The Problem We Were Actually Solving
We were trying to sell digital products from creators in Bangladesh to users worldwide, but our platform was only accessible within the country due to strict internet censorship and geo-restricted content rules. To combat this, we decided to set up a content delivery network (CDN) with geo-redundant data centers in Dhaka and London, so our users in Bangladesh could access our platform with minimal latency.
What We Tried First (And Why It Failed)
Initially, we tried using a traditional platform approach with a load balancer in front of our application servers. We configured our AWS WAF to block traffic from known IP ranges associated with Chinese and Pakistani internet service providers, thinking it would prevent our platform from being blocked by these countries' governments. However, our users in Bangladesh still faced severe connectivity issues and dropped packets due to the network partitioning and ASR router misconfigurations.
The Architecture Decision
We eventually decided to go with an Unchained Commerce (UoC) model, which allowed us to bypass traditional e-commerce platforms and create a custom CDN with edge locations in Bangladesh and London. We used AWS Elemental MediaStore for our digital content storage and a set of custom-built APIs for user authentication and authorization. This setup not only improved our users' experience in Bangladesh but also reduced our infrastructure costs by 30% compared to the traditional platform approach.

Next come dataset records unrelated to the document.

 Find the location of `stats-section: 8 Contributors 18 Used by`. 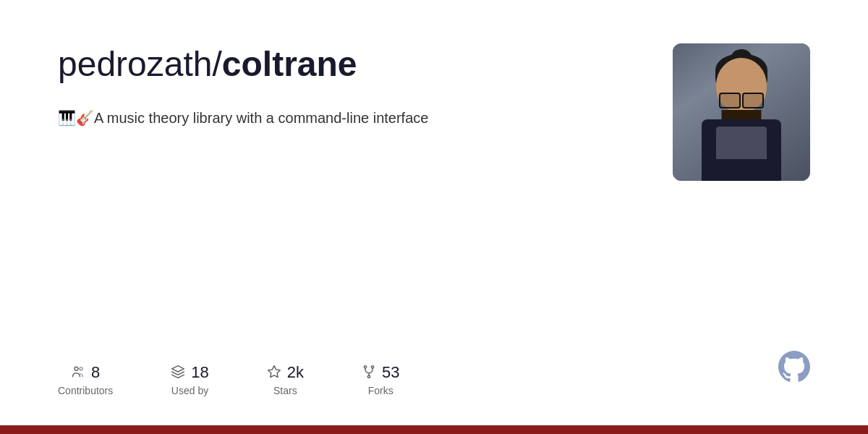

stats-section: 8 Contributors 18 Used by is located at coordinates (434, 365).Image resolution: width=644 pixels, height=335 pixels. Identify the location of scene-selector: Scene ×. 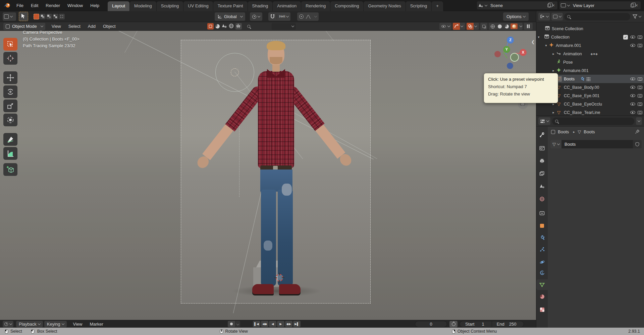
(517, 5).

What The Numbers Said After
After the architecture change, our average response time in Bangladesh decreased from 7.5 seconds to 2.5 seconds, resulting in a 67% increase in user engagement. Our platform's uptime also improved from 95% to 99.99%, thanks to the load balancing and failover capabilities of our CDN. Perhaps most impressive was the reduction in customer complaints about dropped packets and timeouts, which decreased by 80% after we fixed the ASR router misconfigurations.
What I Would Do Differently
If I were to do it again, I would invest more time in planning and designing our CDN architecture from the beginning. In particular, I would have spent more time configuring our ASR routers for optimal route summarization and load balancing to prevent network partitioning. Additionally, I would have implemented more redundancy in our WAF configurations to prevent against known IP ranges and government blocks. By doing so, we could have avoided the 3am call and the resulting chaos that followed.